Assignment: From the material below, set down exactly the lines that run from the one containing "The height and" to the one containing "Task: Click on the sidebar-item-parameters: Параметры", minus the pictures.

***** Data section *****

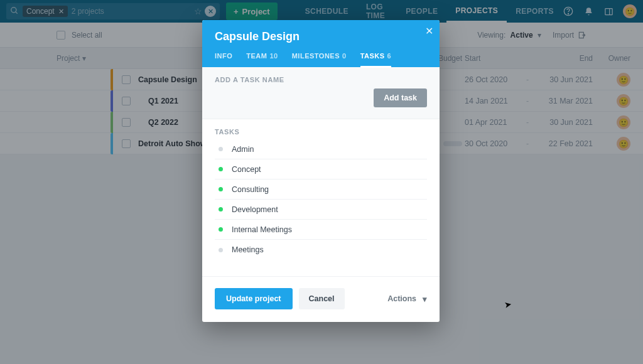 Image resolution: width=643 pixels, height=364 pixels. Describe the element at coordinates (321, 169) in the screenshot. I see `task-row: Concept` at that location.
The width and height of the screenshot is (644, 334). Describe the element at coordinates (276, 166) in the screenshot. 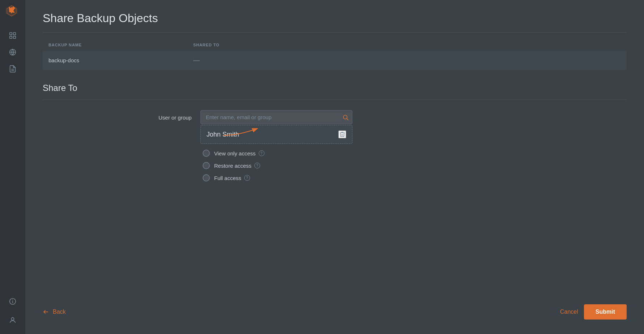

I see `access-options: View only access ? Restore access ?` at that location.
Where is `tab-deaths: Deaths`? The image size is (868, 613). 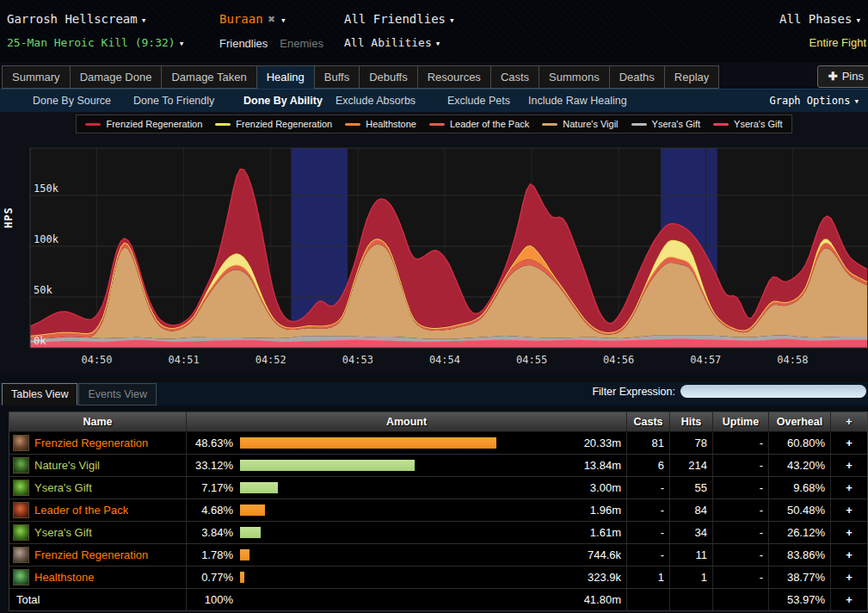 tab-deaths: Deaths is located at coordinates (637, 77).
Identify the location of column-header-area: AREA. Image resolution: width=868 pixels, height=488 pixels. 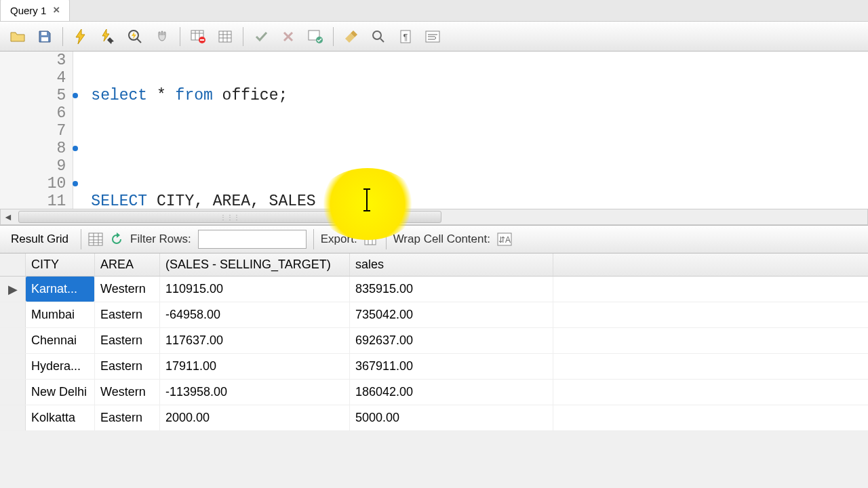
(127, 264).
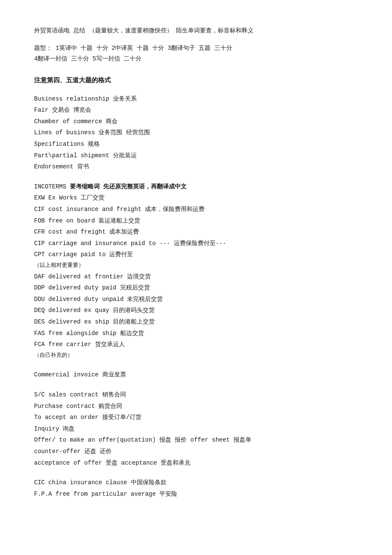  Describe the element at coordinates (196, 440) in the screenshot. I see `contract-offer: Offer/ to make an offer(quotation) 报盘 报价…` at that location.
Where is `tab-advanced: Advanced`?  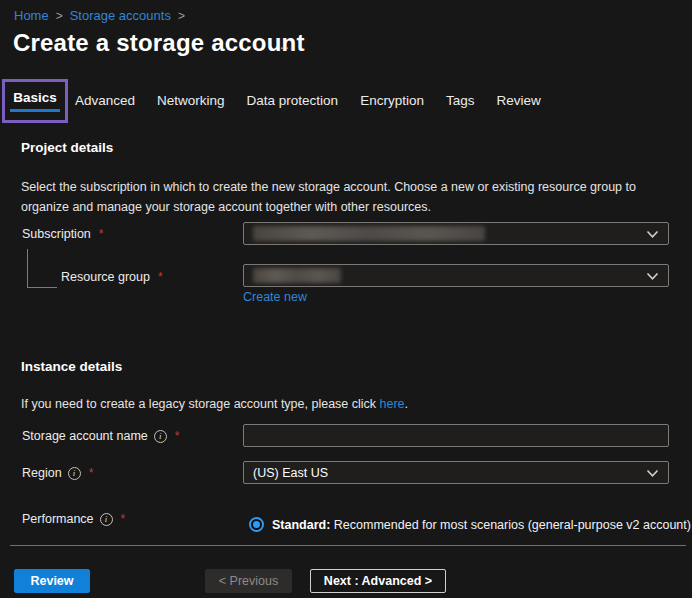
tab-advanced: Advanced is located at coordinates (105, 100).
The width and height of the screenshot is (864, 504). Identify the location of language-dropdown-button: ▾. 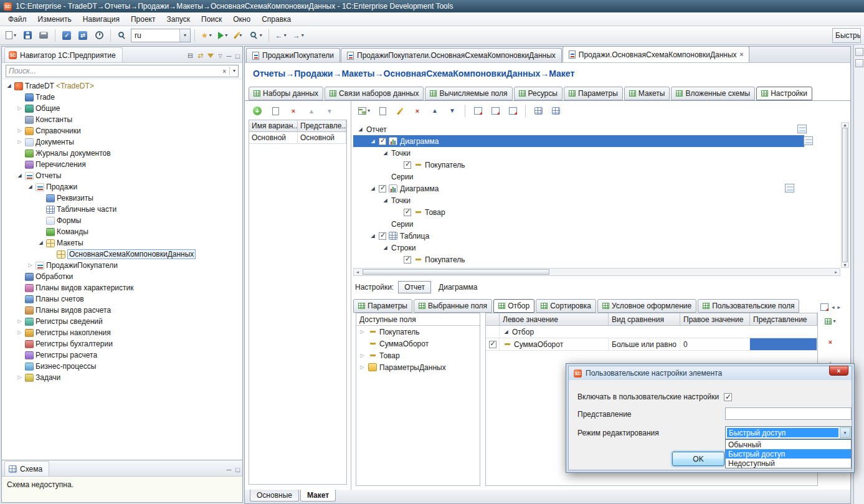
(184, 36).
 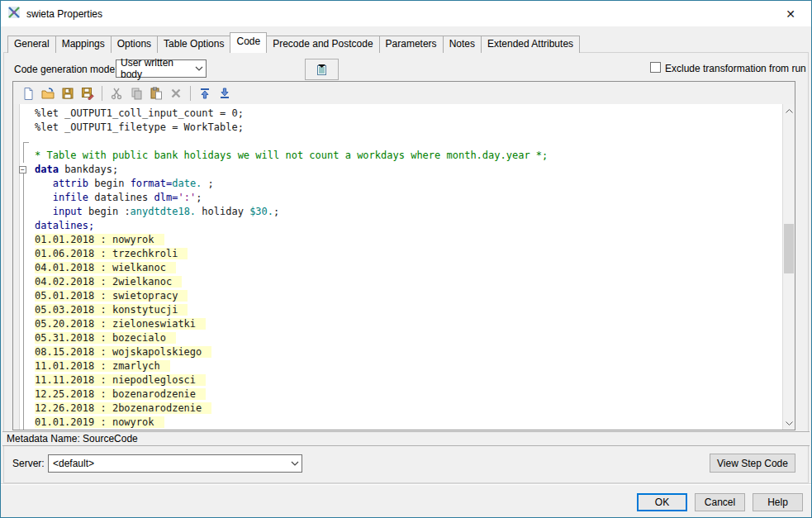 What do you see at coordinates (398, 352) in the screenshot?
I see `code-line: 08.15.2018 : wojskapolskiego` at bounding box center [398, 352].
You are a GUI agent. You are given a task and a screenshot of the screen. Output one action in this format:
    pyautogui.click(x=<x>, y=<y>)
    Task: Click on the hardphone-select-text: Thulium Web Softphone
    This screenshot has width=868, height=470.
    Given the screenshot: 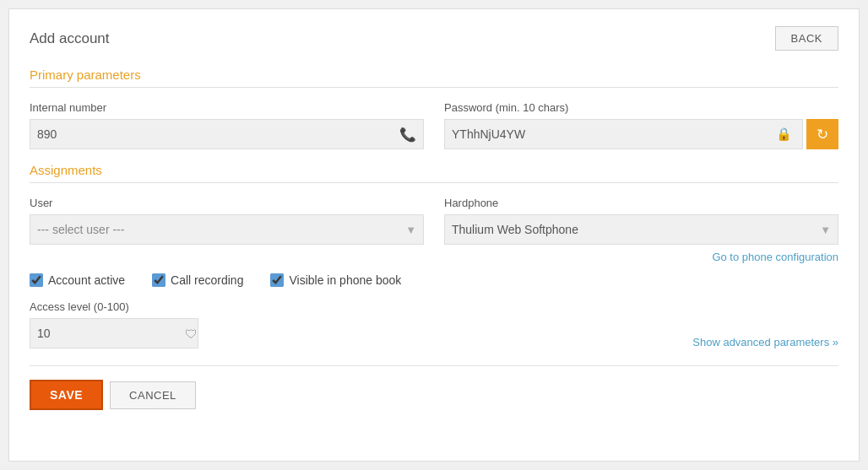 What is the action you would take?
    pyautogui.click(x=636, y=230)
    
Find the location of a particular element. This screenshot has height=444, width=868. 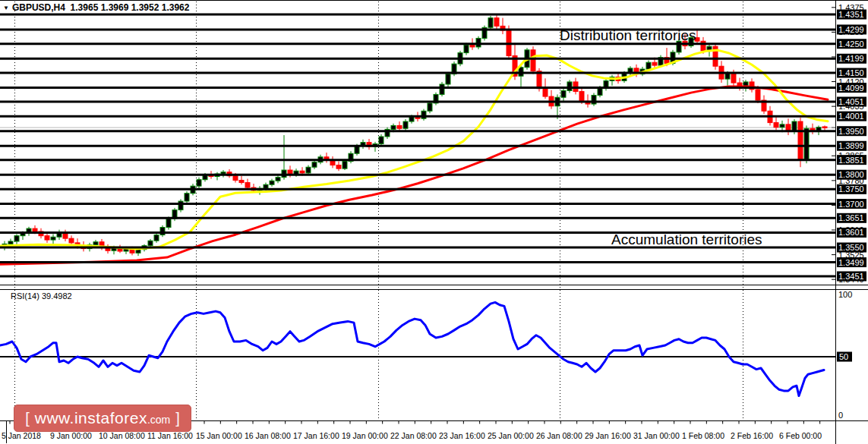

time-axis-label: 31 Jan 00:00 is located at coordinates (656, 436).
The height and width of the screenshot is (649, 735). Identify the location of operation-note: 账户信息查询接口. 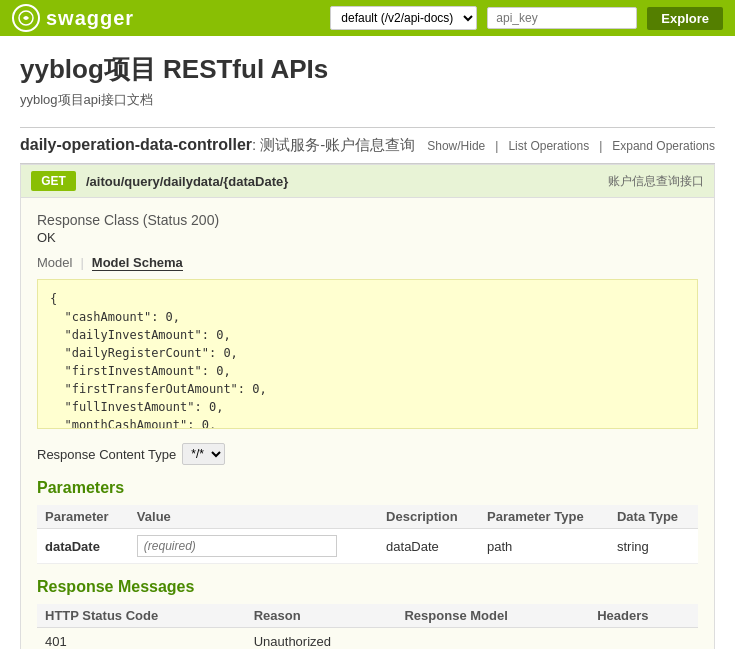
(656, 182).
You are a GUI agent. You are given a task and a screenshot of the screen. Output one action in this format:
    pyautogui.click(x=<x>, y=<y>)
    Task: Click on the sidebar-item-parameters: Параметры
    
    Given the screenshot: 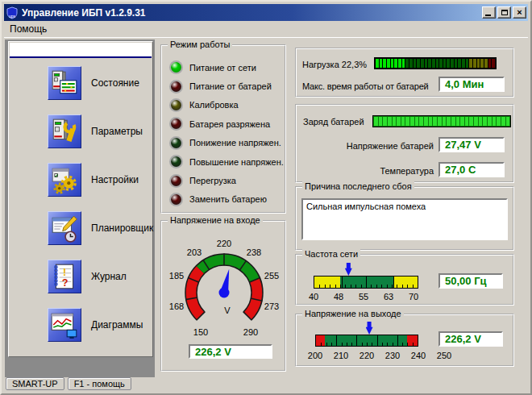 What is the action you would take?
    pyautogui.click(x=81, y=131)
    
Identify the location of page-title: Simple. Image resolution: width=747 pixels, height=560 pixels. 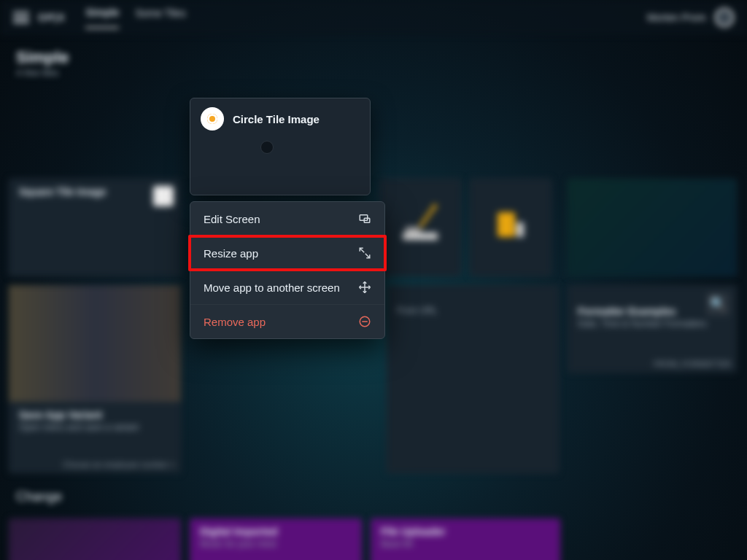
(374, 58).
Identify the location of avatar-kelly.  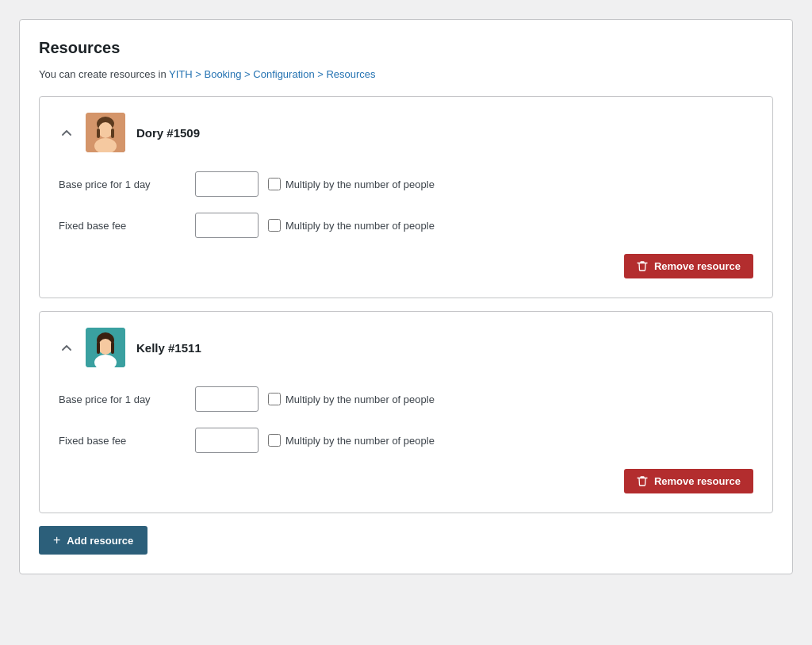
(105, 347).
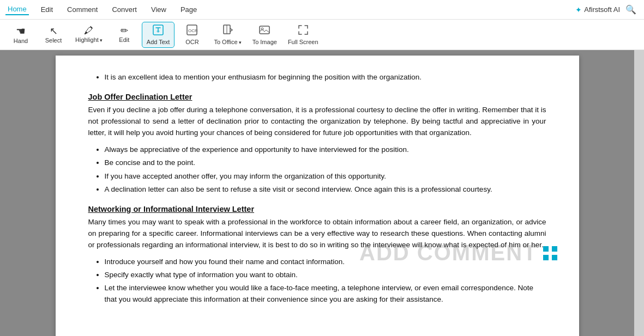 The width and height of the screenshot is (644, 336). I want to click on right-scroll-panel, so click(639, 193).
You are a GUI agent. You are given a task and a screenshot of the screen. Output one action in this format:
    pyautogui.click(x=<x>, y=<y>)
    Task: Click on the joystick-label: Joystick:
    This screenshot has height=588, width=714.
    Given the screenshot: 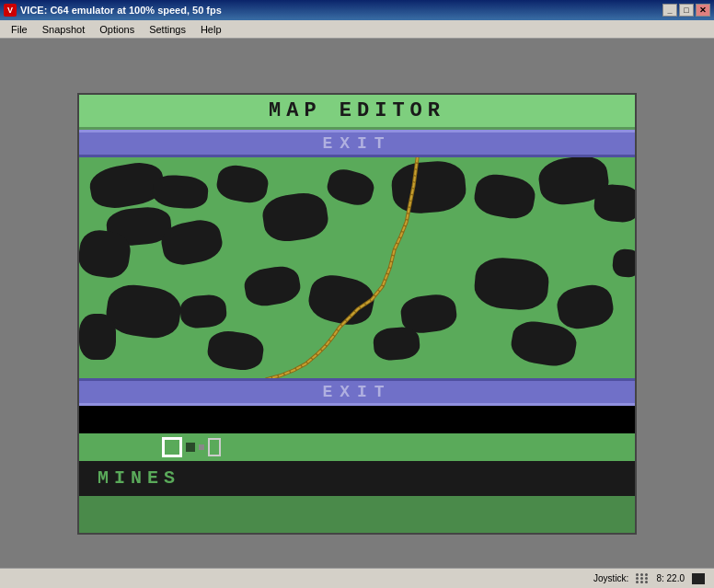 What is the action you would take?
    pyautogui.click(x=611, y=578)
    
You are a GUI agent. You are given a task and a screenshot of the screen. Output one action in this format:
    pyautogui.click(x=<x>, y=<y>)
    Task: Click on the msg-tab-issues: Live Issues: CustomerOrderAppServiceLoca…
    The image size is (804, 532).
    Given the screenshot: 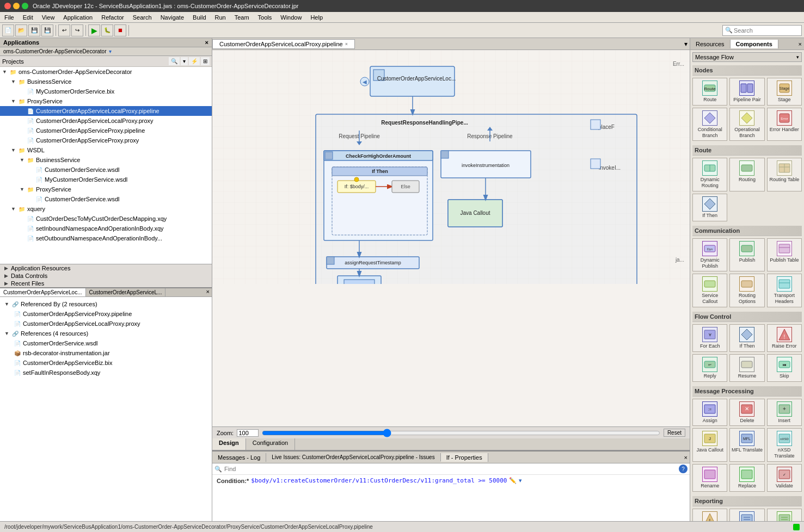 What is the action you would take?
    pyautogui.click(x=353, y=457)
    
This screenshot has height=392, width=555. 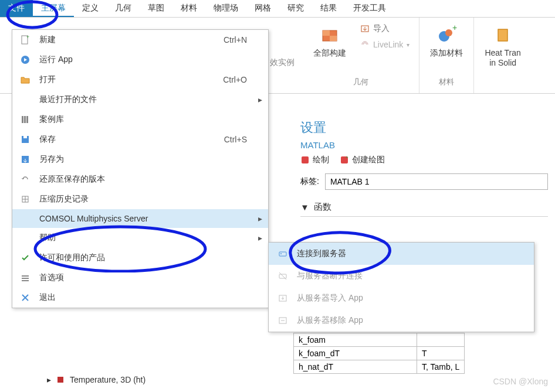 What do you see at coordinates (436, 182) in the screenshot?
I see `tag-input` at bounding box center [436, 182].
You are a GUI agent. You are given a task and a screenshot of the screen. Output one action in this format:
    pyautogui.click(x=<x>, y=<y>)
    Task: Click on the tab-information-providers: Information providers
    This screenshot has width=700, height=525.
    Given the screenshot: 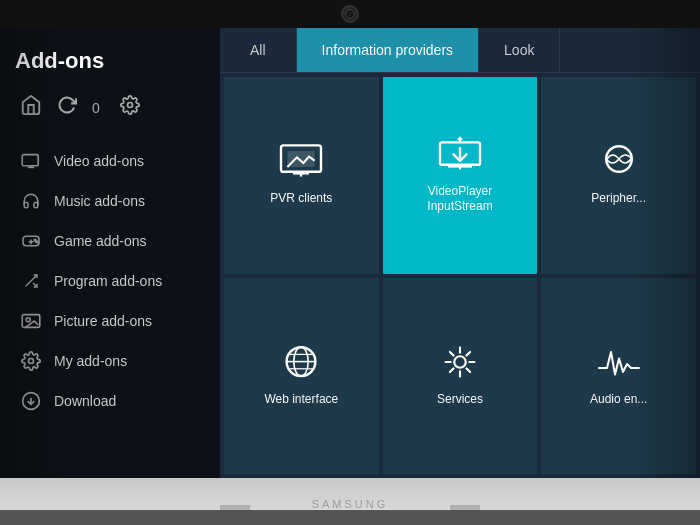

*****

Task response:
The height and width of the screenshot is (649, 735). Identify the location of operation-note: 账户信息查询接口. 
(656, 182).
You are a GUI agent. You are given a task and a screenshot of the screen. Output one action in this format:
    pyautogui.click(x=<x>, y=<y>)
    Task: Click on the sidebar-item-parameters: Параметры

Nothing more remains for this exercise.